I wish I could have, since my goal is to produce a believable pictures and I 'm only happy to use existing stuff. But if I do just that, like with Ziggurat and some of those Roman buildings I make a point saying so.
As you know in Civ buildings are drawn, not photos. If I cut something I usually go through the whole cut recoloring it and making new lights and shadows with a one pixel brush. For example with bathhouse I did it twice since the first one just didn't look right and I also changed the perspective manually. After I was finished there was little left from the cut I had. The Ziggurat is the only building which demanded practicly no work, the pic I used was already a drawn computer model.
As I see it there is some rules for believable building graphics: It must be close to the Civ3 perspective and color so you can imagine it to be a part of the city.

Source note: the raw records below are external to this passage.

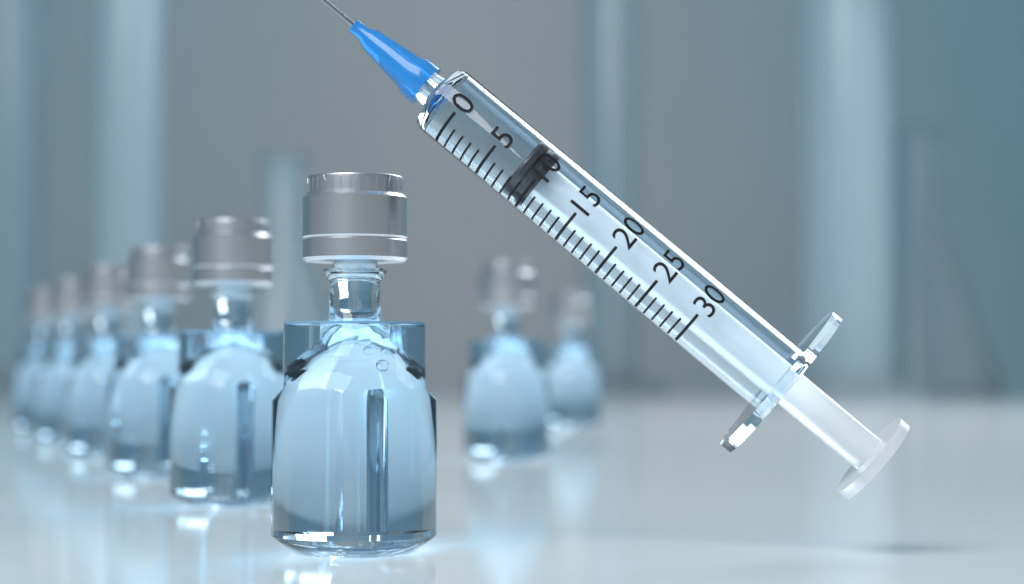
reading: 8 (no unit)
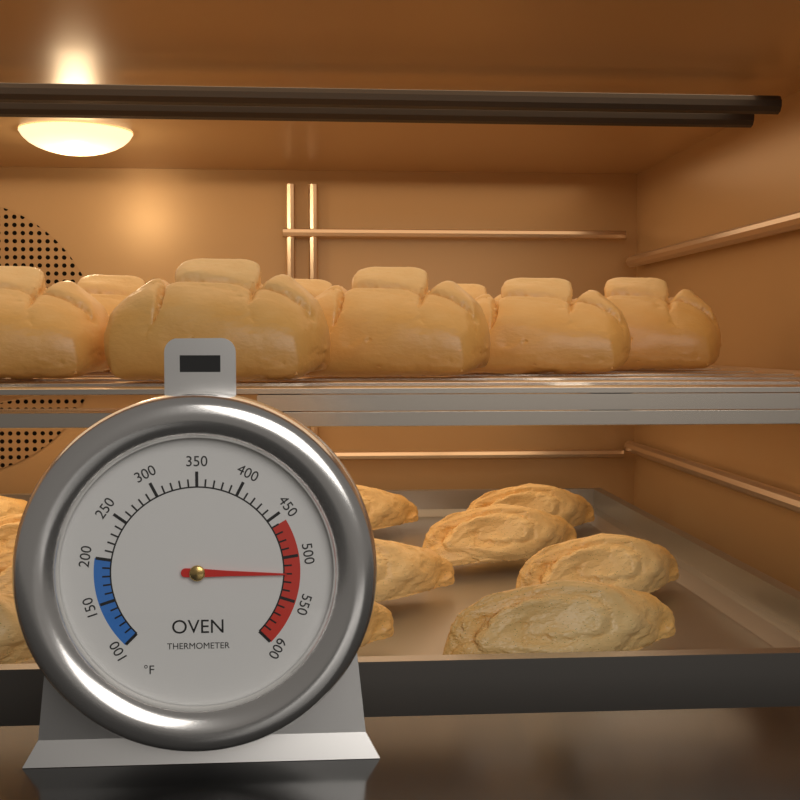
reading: 520 °F
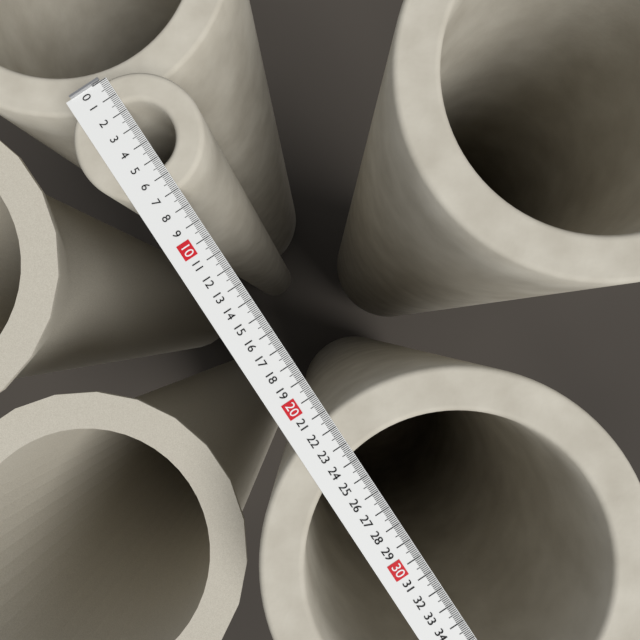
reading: 7.0 (no unit)
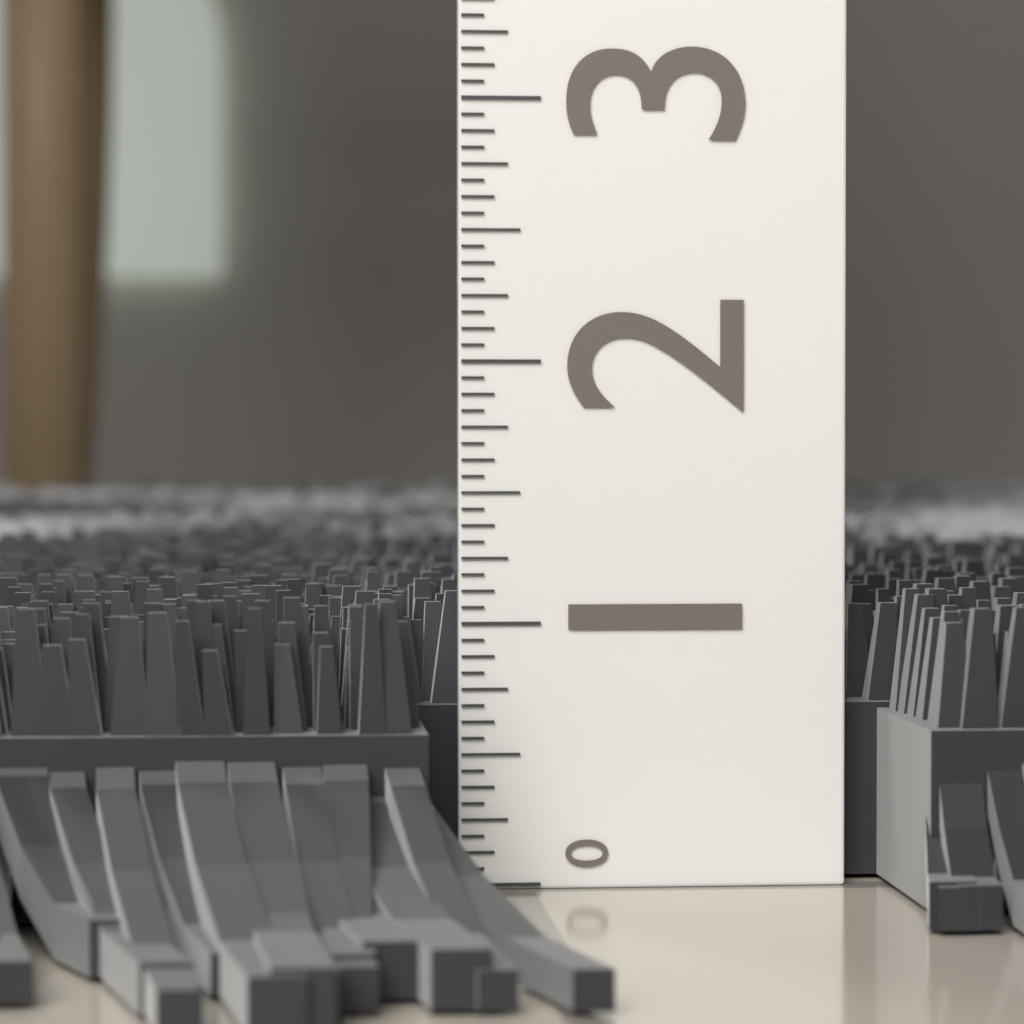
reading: 1.1250 (no unit)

Then the building has to look heavy, like it really lays there.
Sometimes when I do a building completely from a scrath like it looks kind of light, like it is floating one feet above the ground. Sometimes I manage well like with the Slave plantation. But if there's a simplest structural cut to be used I'll use it for the outcomes sake. Unlike Mr. Adolf Hitler, I'm a painter not an architect.
And that is clearly visible when you look at my statue wonders, I draw the statue always but use that same pedestal every time
La Scala took time. I used the two pics you can see below. From b&w one I took the cut and pasted that on the grass. The night pic I just looked at and painted the whole thing on top of the cut except the roof which I colored with the photoshop.
The fast answer grew to be a whole monologue about my work as Civ3 constructor!